Posted by Barney Beal, Content Director
Ten years ago the idea of managing a company from one, unified, cloud-based suite of applications would likely have seemed unfathomable to many. Jesse Menczer, CIO of DiscTech, an independent distributor and value added reseller of enterprise storage systems, hard disk drives, solid state drives and networking technology, went looking for a comprehensive solution and just happened to find it in the cloud.
The San Diego, Calif.-based company launched using QuickBooks as its accounting software, but Menczer knew that this platform would not be sufficient to meet the company’s ambitious growth needs.
“I knew from the beginning I wanted to have as close to a one stop shop as possible,” Menczer said. “I spent three years evaluating different platforms to find if there was a way to do it in one large suite.”
What he found was NetSuite, and DiscTech now runs its entire business on it, including financials, inventory, CRM, customer support, payroll and ecommerce. Not one to rush into things, Menczer took his time implementing it as well.
“The goal was not to piece-meal it,” Menczer said. “We wanted to make one large transition. Rip the band aid off as quickly as possible, so to speak. We went live with everything on the same day. It was an aggressive maneuver.”
And one that paid off. In the past 10 years with NetSuite, DiscTech has grown top line revenue by about 1,000 percent, staff by 700 percent and it now counts 80,000 customers selling globally.
Menczer said the company went with NetSuite probably before it needed that level of functionality.
“We adopted NetSuite long before we were economically ready for NetSuite, with the belief we would grow to a place where it made sense without having to undergo the forklift upgrades in the middle of the process,” he said. “We had faith the product would stand up to the promises and it did. Here we are many years later and it’s still working smoothly.”
Both NetSuite and DiscTech have grown together. Ten years later, NetSuite now counts 20,000 companies and divisions as customers. That growth can be found particularly in the functionality.
“When we started, we didn’t have integration with everything we wanted and we didn’t necessarily have every feature we wanted,” Menczer said. “Many of those features or holes have been plugged without us having to do any heavy lifting.”
For example, DiscTech was hoping for a packaged integration with PayPal and within a couple product revisions the PayPal integration was there and working well.
“We’ve seen it really mature and become a much more comprehensive feature set,” Menczer said. “We’ve seen NetSuite listen and adapt to our requests, so we’ve seen the product become more effective and efficient than before.”
One feature in particular, the ability to serve up inventory data to customers through the website or other business entities.
“We can tell what we have and when we have it,” Menczer said. “That means we can reduce customer service calls and increase sales because customers are confident we have the product and we’re confident we have it available.”
Hopefully the next 10 years are just as fruitful as the last 10 years for both companies.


Task instructions =
Retype, exactly as they appear below, the lines between the line holding "This screenshot has width=648, height=307." and the line holding "Task: Click on", both ends included.

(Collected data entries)
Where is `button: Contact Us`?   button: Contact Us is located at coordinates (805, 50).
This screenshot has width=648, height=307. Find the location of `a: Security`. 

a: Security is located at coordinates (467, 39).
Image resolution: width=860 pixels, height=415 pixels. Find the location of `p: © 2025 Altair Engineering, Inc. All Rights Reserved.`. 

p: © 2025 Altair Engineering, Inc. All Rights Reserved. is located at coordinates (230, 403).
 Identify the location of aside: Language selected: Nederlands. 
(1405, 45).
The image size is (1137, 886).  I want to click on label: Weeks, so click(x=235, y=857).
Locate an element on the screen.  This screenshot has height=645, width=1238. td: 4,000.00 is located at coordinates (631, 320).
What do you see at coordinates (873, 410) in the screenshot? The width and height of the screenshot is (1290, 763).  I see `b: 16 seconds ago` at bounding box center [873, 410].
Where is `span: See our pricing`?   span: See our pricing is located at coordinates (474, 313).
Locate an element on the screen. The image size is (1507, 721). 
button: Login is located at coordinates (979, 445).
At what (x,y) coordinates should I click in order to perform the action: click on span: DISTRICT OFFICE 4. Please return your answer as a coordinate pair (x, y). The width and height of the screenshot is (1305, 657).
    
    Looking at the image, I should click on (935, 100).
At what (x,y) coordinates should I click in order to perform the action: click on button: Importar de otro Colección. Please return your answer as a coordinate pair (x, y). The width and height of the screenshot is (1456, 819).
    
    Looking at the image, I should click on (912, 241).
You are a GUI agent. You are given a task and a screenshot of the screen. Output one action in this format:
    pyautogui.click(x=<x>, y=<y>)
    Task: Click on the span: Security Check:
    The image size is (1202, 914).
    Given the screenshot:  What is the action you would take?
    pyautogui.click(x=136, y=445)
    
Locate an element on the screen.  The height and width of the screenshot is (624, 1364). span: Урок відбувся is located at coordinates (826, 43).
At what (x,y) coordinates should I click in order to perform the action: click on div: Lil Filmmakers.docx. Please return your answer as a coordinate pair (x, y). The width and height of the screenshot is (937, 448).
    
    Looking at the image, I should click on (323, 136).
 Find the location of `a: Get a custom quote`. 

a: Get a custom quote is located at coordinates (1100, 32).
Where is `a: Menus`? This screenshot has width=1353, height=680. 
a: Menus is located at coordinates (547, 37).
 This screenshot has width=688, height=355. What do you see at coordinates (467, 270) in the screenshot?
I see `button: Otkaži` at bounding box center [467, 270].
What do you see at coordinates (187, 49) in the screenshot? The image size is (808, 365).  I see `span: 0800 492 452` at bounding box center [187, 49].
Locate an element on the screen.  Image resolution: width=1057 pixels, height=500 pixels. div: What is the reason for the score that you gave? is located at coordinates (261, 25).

Output for this exercise =
This screenshot has width=648, height=307. Find the location of `a: Security`. 

a: Security is located at coordinates (467, 39).
Image resolution: width=860 pixels, height=415 pixels. Find the location of `p: © 2025 Altair Engineering, Inc. All Rights Reserved.`. 

p: © 2025 Altair Engineering, Inc. All Rights Reserved. is located at coordinates (230, 403).
 Identify the location of aside: Language selected: Nederlands. 
(1405, 45).
The image size is (1137, 886).  I want to click on label: Weeks, so click(x=235, y=857).
Locate an element on the screen.  This screenshot has height=645, width=1238. td: 4,000.00 is located at coordinates (631, 320).
What do you see at coordinates (873, 410) in the screenshot? The width and height of the screenshot is (1290, 763).  I see `b: 16 seconds ago` at bounding box center [873, 410].
Where is `span: See our pricing`?   span: See our pricing is located at coordinates (474, 313).
Locate an element on the screen. The image size is (1507, 721). 
button: Login is located at coordinates (979, 445).
At what (x,y) coordinates should I click in order to perform the action: click on span: DISTRICT OFFICE 4. Please return your answer as a coordinate pair (x, y). The width and height of the screenshot is (1305, 657).
    
    Looking at the image, I should click on (935, 100).
At what (x,y) coordinates should I click in order to perform the action: click on button: Importar de otro Colección. Please return your answer as a coordinate pair (x, y). The width and height of the screenshot is (1456, 819).
    
    Looking at the image, I should click on (912, 241).
You are a GUI agent. You are given a task and a screenshot of the screen. Output one action in this format:
    pyautogui.click(x=<x>, y=<y>)
    Task: Click on the span: Security Check:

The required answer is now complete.